John Dehlin, a fifth-generation Mormon, met with church leaders in Utah on Sunday to see if he would face disciplinary action or excommunication.  The Ph.D. student came under fire from the church after he published a master’s thesis on the damaging effects of gay conversion therapy for members of the Church of Jesus Christ of Latter-day Saints.  He received a letter from local church leaders at the start of June, requesting that he resign from the church or face excommunication.

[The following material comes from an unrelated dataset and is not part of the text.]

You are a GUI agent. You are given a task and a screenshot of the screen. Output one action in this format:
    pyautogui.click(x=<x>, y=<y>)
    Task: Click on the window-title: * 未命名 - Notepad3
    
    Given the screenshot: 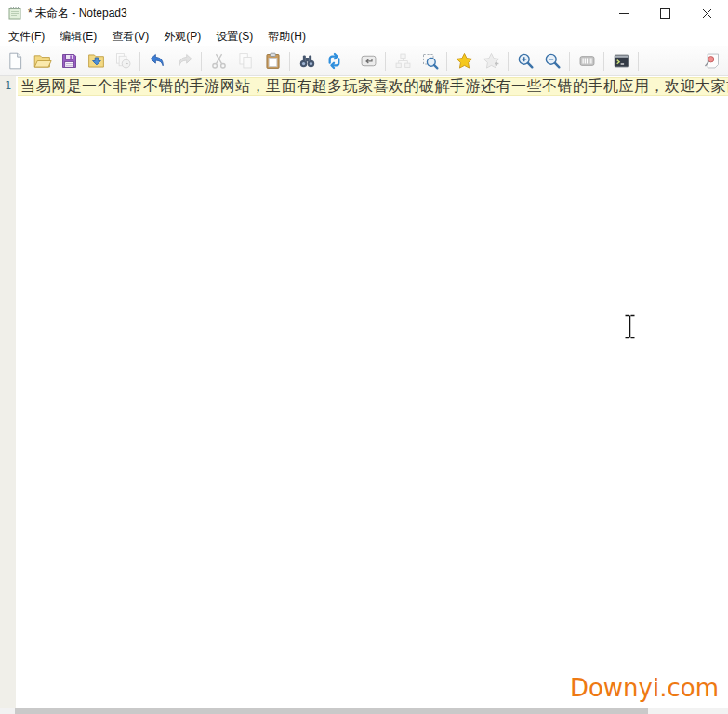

On Dehlin’s Mormon Stories Podcast website, he posted this commentary on the leaders of the LDS church:

“I believe that many LDS church leaders have good intentions, but I am deeply troubled by their historical and current treatment of women, racial and sexual minorities, and scientists/intellectuals. I am also troubled by their historical and current approaches to faith/doubt, sexuality, the pursuit of vast commercial interests along with financial non-disclosure, the coercion/shaming of members through the withholding of temple and priesthood privileges, and the current culture of leader worship within the LDS church. I believe that the discouraging of criticism of LDS church leaders is possibly the single most pernicious and damaging aspect of LDS church culture — and that sunlight and candor are ultimately the best disinfectants.”

The 44-year-old Dehlin, a father of four, describes himself as “unorthodox, unorthoprax Mormon.”  His excommunication case isn’t the only one that has made national headlines; Kate Kelly recently was excommunicated from the LDS after she lead a fight for equal rights for women in the church.